Mother took Debbie’s hand—“That’s what I thought too,” she said. “I thought it’d be nice if we gave it to the Lutheran church. Maybe you’ve got your own opinion of Lutherans, but—they do so much good, you know.”

“Fine. Whatever. Not a problem.” And she kissed Mother on each cheek and then Daddy and told him to take his medicine, and got in the car and off they went to Minneapolis.

Watching the Chevy van turn the corner of Elm Street and head down the hill, Daddy knew in his heart he would never see his daughter again, and he got teary-eyed. She would be killed in a freak accident, sideswiped by a semi, the van rolling and rolling, Debbie’s neck broken, lying crumpled under the coroner’s blanket,
leaving her parents to grieve. Or she would go down with the airliner. An item on the news, “Passenger jet missing over the Sierras,” and they would spend 48 hours waiting, hoping, praying, and then search parties would locate the wreckage. No survivors. A freak accident. Possibly an aileron malfunction. Investigators trying to piece the parts together. Or she would be killed by Brent late at night in her home. He would slip in through a sliding glass door and smother her in her bed and take the body out to sea and drop it in, weighted with chains, but in his haste he would not secure them tightly and the body would slip free and wash up on the coast and be found by surfers and Brent would be arrested and tried. A long trial. Only a thin web of circumstantial evidence—a vague threat overheard by a waitress, his thumbprint on the glass, seaweed in his shoes. The tabloids would play it up big and they would print a picture of Debbie’s lifeless body. He wanted to marry her for her money and now, in a towering rage, he wreaked vengeance for her cutting him loose. Or she would drown herself in the ocean. She had put on a brave front for her old parents but her heart was truly broken. She flew home to Santa Cruz, wrote a three-page anguished letter to them, put on a heavy canvas jacket, fastened chains to her ankles, and rowed a kayak out to sea and rolled over. Her body would be returned to Lake Wobegon and Daddy would ask permission to make their double plot into a triple. Bury them in a stack. Debbie on the bottom, then Mother—dead of grief a year later—and finally Daddy. He wasn’t sure when he would die. Maybe not for a few years. He would come and trim the grass over their grave every week with a hand clipper and brush the clippings off the stone and tend the geraniums in the pot. He would sit and talk to them and people would see him and think,
That poor old man. He lost his daughter 
and then his wife, all within a year. His life, gone. Everything
. And then he would die himself. He would die at home, listening to Chopin, the light fading, and then there would be Mother and Debbie, all happy and dressed in white and welcoming him to an enormous mansion full of happy people where there would never be suffering or grief ever again.
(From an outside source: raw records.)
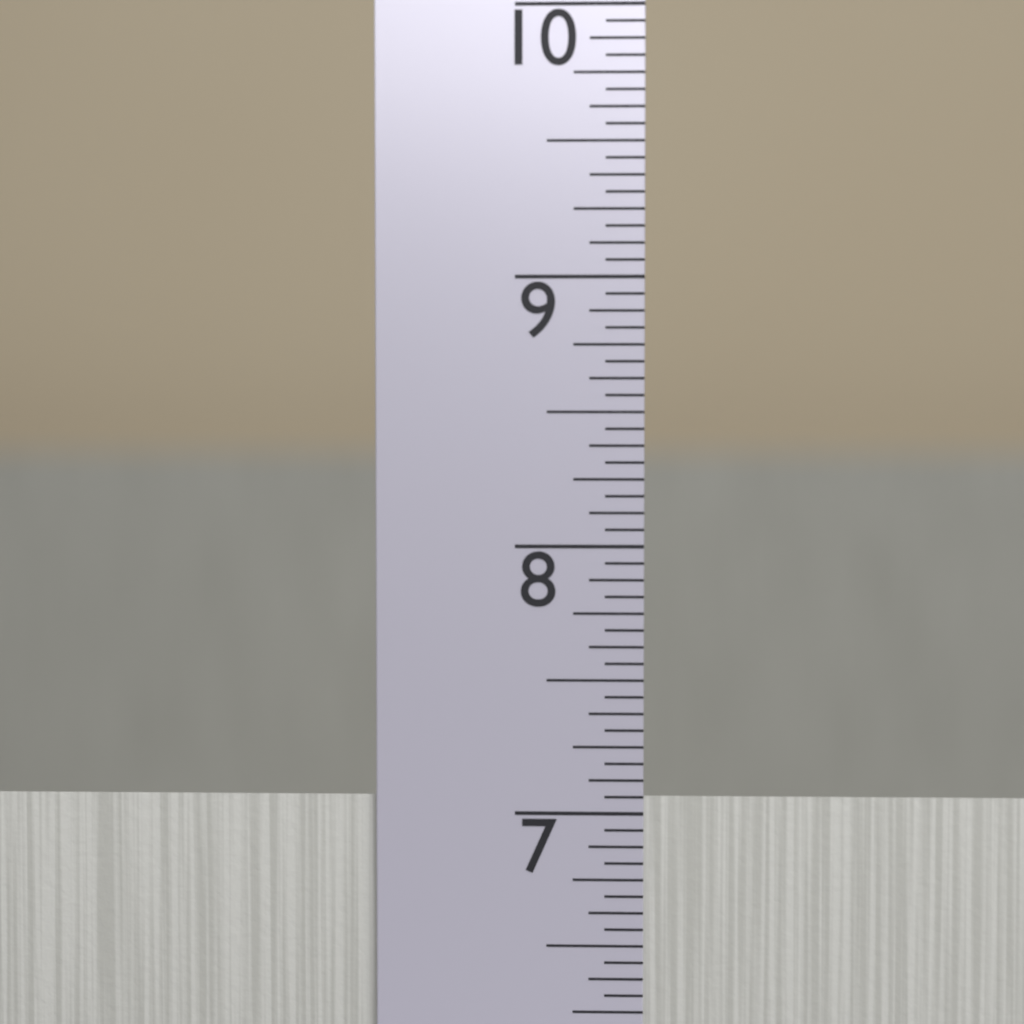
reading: 7.0625 in
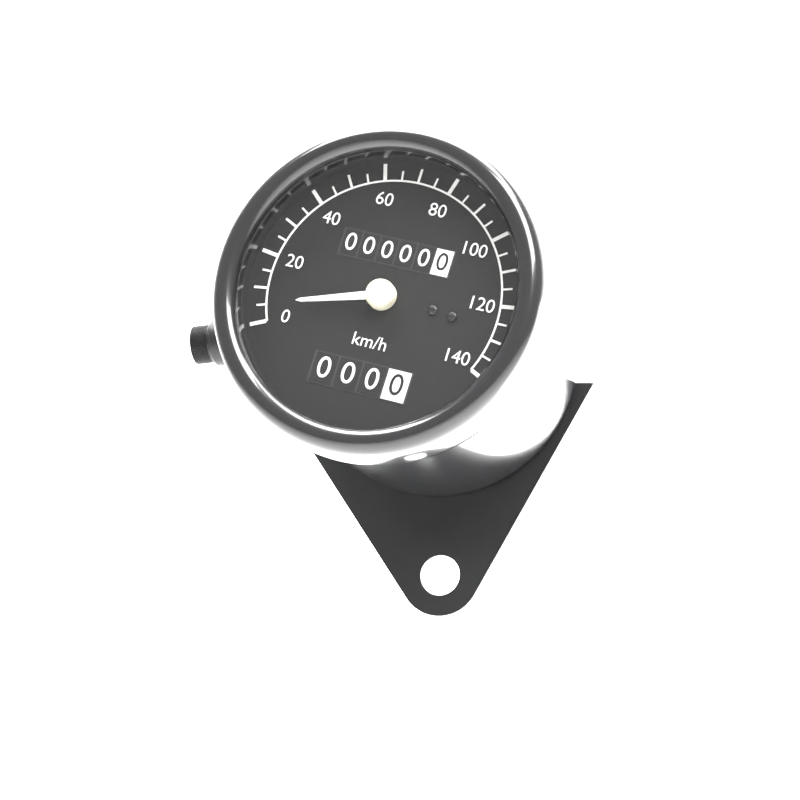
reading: 5 km/h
He sat on the porch, comforting himself with these bleak thoughts, as Mother called up Pastor Ingqvist and made the donation, and five minutes later, Pastor rolled up with Clint Bunsen in Clint’s big blue Ford pickup, and they walked up to the house, grinning. Pastor shook his hand. “This is just one of the most generous things I ever heard of,” he said, and he and Clint went back to the garage and started hauling the cases of Moët champagne to the truck. They had already loaded the cheese and would get the frozen shish kebabs from the high school.

“Don’t forget we’re going to need a receipt,” said Daddy. “For the tax deduction, don’t you know.” Suddenly his mind was clear as could be.